Defense attorneys for Lee and Benson urged the jury not to believe such witnesses, claiming they were simply attempting to shorten the lengthy prison sentences they are also likely to serve by lying to assist prosecutors. Lee’s lawyer, Lisa Wood, insisted the feds’ case was a “house of cards” that would “crumble with just the slightest touch.”
She also stressed that the trial was not a “town hall meeting” and that the verdict would “say nothing” about Chicago’s scourge of street gang violence.
According to Assistant U.S. Attorney John Mitchell, if the defense attorneys’ claim about lying witnesses was true, the witnesses “would have told better lies.”
From July 2000 to August 2020, the Wicked Town conspiracy lasted two decades. The feds claimed that the gang, which was a faction of the Traveling Vice Lords, was governed by three rules. Members of Wicked Town were never to lose a gun or speak to law enforcement. They were also expected to use violence to achieve their objectives.
According to the evidence, Lee told a fellow gang member in an April 2019 phone call, “You don’t ever sell one of the guns that can save one of the guys’ life,”

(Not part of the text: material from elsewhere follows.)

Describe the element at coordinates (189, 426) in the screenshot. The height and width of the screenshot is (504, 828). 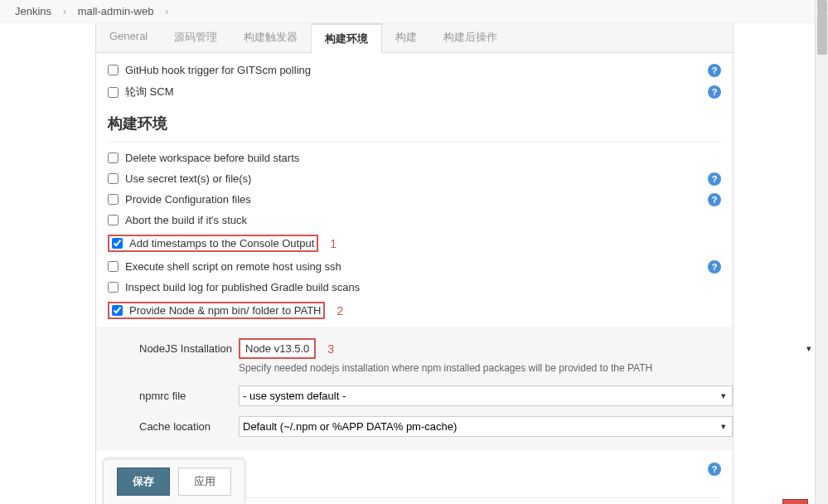
I see `cache-location-label: Cache location` at that location.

Last year, Wicked Town was charged with 19 murders. Prosecutors claimed Lee rose through the ranks of Wicked Town by murdering three people in three years. Wood pointed out that her client had no direct involvement in several of the murders under investigation, but Mitchell said it didn’t matter.

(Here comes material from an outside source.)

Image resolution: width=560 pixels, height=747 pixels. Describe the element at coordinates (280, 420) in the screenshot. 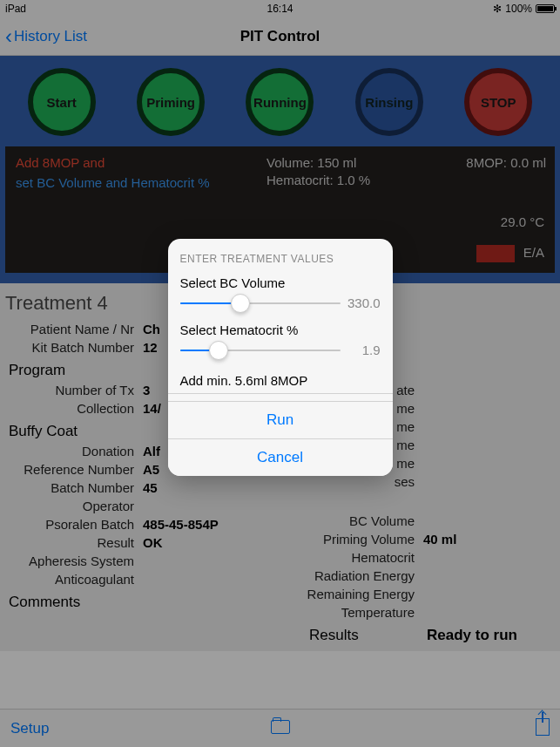

I see `run-button: Run` at that location.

What mattered was whether Lee and Benson agreed those or other crimes should be committed in the midst of the gang’s behavior.

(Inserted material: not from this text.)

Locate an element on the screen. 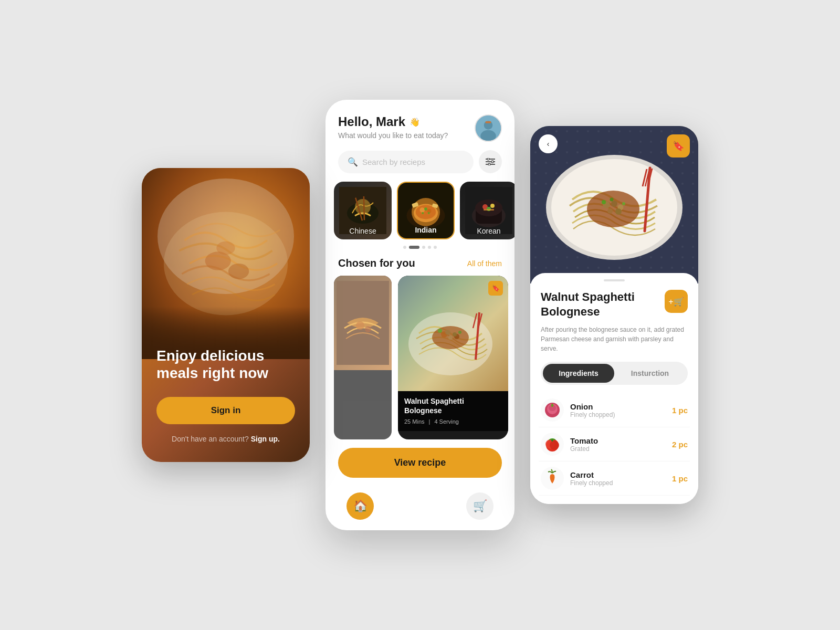 This screenshot has width=840, height=630. category-label-indian: Indian is located at coordinates (426, 230).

The Wicked Town conspiracy was discovered by jurors to include the murders of Lamont Ware in July 2000, Ernest Moore in December 2002, John Johnson in June 2003, Charlie Weathers in May 2015, Malcolm Wille in July 2015, Kishaun Mobley in December 2017 and Martel Howard in January 2016.
A 19-year-old man is charged with murder after allegedly shooting his girlfriend’s ex-boyfriend to death in the parking lot of a busy Bridgeport grocery store last year.
Adrian Soto and his girlfriend drove to a Mariano’s in the 3100 block of South Ashland Avenue on Nov. 7, 2021, so she could pick up her two children from the ex-boyfriend, according to Cook County prosecutors in court Friday.
Prosecutors said Nicholas John Narolewski, 22, parked in the lot with the couple’s children and his mother for the exchange. Prosecutors claim that when Soto’s girlfriend returned to her car with the children, he got out and walked over to Narolewski, where he began arguing with him.
Prosecutors said Soto pulled out a 9mm handgun and fired repeatedly at Narolewski, striking him six times. Narolewski, who was unarmed, died of his injuries shortly after.
Soto fled and was seen throwing away a gun and a hooded sweatshirt as he fled, both of which were recovered by detectives. Several witnesses to the shooting identified Soto as the shooter, according to prosecutors. At least one surveillance camera captured the shooting.
Prosecutors said that eleven shell casings found at the scene all matched the handgun, and evidence collected from the gun and hoodie matched Soto’s DNA.
According to court records, Soto, then 18, was arrested in January in a separate murder case.
Soto allegedly opened fire from the street on Jan. 26 at a home in the 2500 block of West 45th Place where a woman he used to date was hosting a party. Officials said Hector Flores, 33, who was inside the house, was killed in the hail of bullets.
In that case, Soto pleaded not guilty to murder and attempted murder charges, which are still pending. Soto was being held without bail when he was charged with Narolewski’s murder this week, according to court records.
According to an assistant public defender, Soto previously worked in construction and was studying for his GED while incarcerated. According to the defense attorney, Soto was bullied in high school and “encountered some troubling moments” that could later become relevant in the case.
On the most recent charge, Judge Mary Marubio ordered him held without bail. He was scheduled to appear in court again on November 23.